The Human Stain |
Wentworth Miller’s first major role in The Human Stain had journalists and critics, female and male alike, gushing their praise. However, The Human Stain was not a box office hit and critics were largely divided into two extremes, either loving it or leaving it. The film features actors like Anthony Hopkins and Nicole Kidman, but it was Wentworth Miller’s performance that captivated audiences.
Wentworth Miller embodies simple qualities like humility and courteousness. His is also expressive, intense and graceful, bringing his own brand of magic to his performances. Even in interviews, Wentworth’s insightful nature and mellifluous manner of speaking have a spellbinding effect.
One interviewer described him as “luminous” and “the sort of creature you don’t usually encounter in your waking moments.”
Another reviewer described him as having “a voice like polished oak and panther-like movements…neither the camera nor we in the audience can break his distant yet hypnotizing gaze."
In The Human Stain Wentworth smoulders as the young Coleman Silk, delivering an astute performance, struggling with the limitations that ultimately dictate the life transforming choices the character makes.
Wentworth Miller was born in England but grew up in Brooklyn, America. His father is African-American, Jamaican, German and English, while his mother is Russian, Dutch, French, Syrian and Lebanese.
Wentworth put his love of acting aside when he entered Princeton University completing a degree in English Literature. While at university he sang in an acapella group, travelling around the United States and even Europe.
Upon graduating he realised his passion for acting and cinema had not diminished. Deciding to get involved in behind the scenes work he relocated to Los Angeles, initially working as a development assistant. For a year and a half Wentworth worked for a small company that made movies for television. His duties included faxing, filing, changing light bulbs, walking the boss's dog, and buying the boss's lunch. It was also the same place where he would decide to seriously pursue acting. Spending weekends at the office because he didn't have air conditioning, he would “set up camp and raid the company kitchen.” Wentworth would watch all the footage that there was on video from various production sites. That’s when “the juices started flowing”, and he decided to quit.
He began temping to get by, and landed spots on shows like ER and a role in the sci-fi miniseries Dinotopia. But work was sporadic and he continued to temp, even spending four months writing out contracts for known actors. In total he worked as a temp for approximately six years.
Wentworth’s first major film, The Human Stain, now has him mingling with the very same people he got coffee for during his years of paying his dues.
Nevertheless, he is grateful for having seen both sides- “The road has been what it's been and it's taken me as long as it's taken to get here and I don't regret a second. It doesn't get any better than this."
Wentworth Miller has a natural proficiency for acting, diligence and enviable patience. This all attests to the beginning of a long and prosperous career for the highly unique actor.
The Human Stain
The Human Stain is a film that did not receive the recognition it deserved and yet still managed to leave an imprint on the cinema world.
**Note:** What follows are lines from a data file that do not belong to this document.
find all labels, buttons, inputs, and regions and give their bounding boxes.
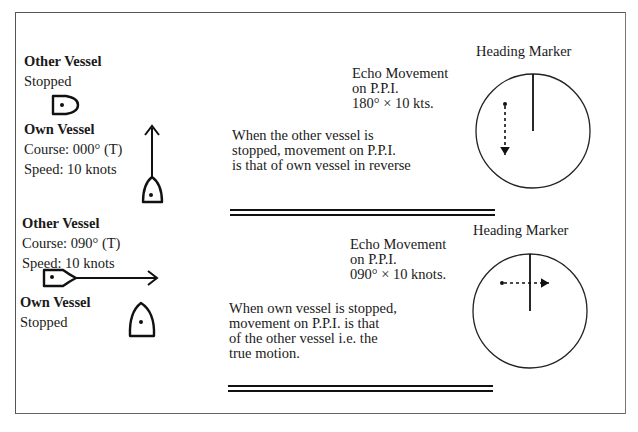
p1-ppi-display: [476, 74, 590, 188]
p1-other-vessel-icon: [53, 96, 78, 114]
p2-ppi-display: [473, 254, 587, 368]
p1-own-vessel-icon: [143, 126, 162, 202]
diagram-artwork: [0, 0, 638, 432]
p2-other-vessel-icon: [44, 270, 157, 286]
p2-own-vessel-icon: [130, 303, 154, 336]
It was not a commercial success, but these days that’s a pro with commercially successful films predominantly being “block busters” or more accurately brain busters.
What is unfortunate is that many reviews insisted on revealing the films secret and thereby lessened the impact for viewers.
The Human Stain is based on the novel of the same name by Philip Roth. The producer, Tom Rosenberg, described it as one of the “great American novels”, however, primarily it explores the issue of identity making it cross continental.
The Human Stain features Anthony Hopkins, Nicole Kidman, Gary Sinise and novice Wentworth Miller. It is directed by Robert Benton of Kramer vs. Kramer fame.
The film centres on Coleman Silk (Hopkins) and the choice he felt he had to make in order to gain freedom. Subsequently he harboured a secret that shaped and ultimately overshadowed his life.
For almost fifty years he was successful at concealing it, but he failed at preventing it from eventually destroying his life in one brief moment.
Amidst his loss he is confronted by the enclosure he has created for himself whilst trying to escape one enforced upon him.
Overcoming his grief he finds solace in his friendship with author Nathaniel Zuckerman (Sinise) and affair with the younger Faunia Farley (Kidman). Faunia proves to be more than just a diversion, drawing Coleman into her own unresolved past.
The different story lines within the film are cleverly intermingled. The actors give engaging performances, especially Wentworth Miller in the pivotal role of the young Coleman Silk.
It is Miller as the young Coleman who takes us through the events that led him to make the life altering decision.
Apart from examining identity, The Human Stain also explores relationships made out of necessity and the strength of friendship. Some of the films best scenes are between Coleman and Nathaniel as the two men forge a bond out of destitution, which then grows into something much more significant and powerful.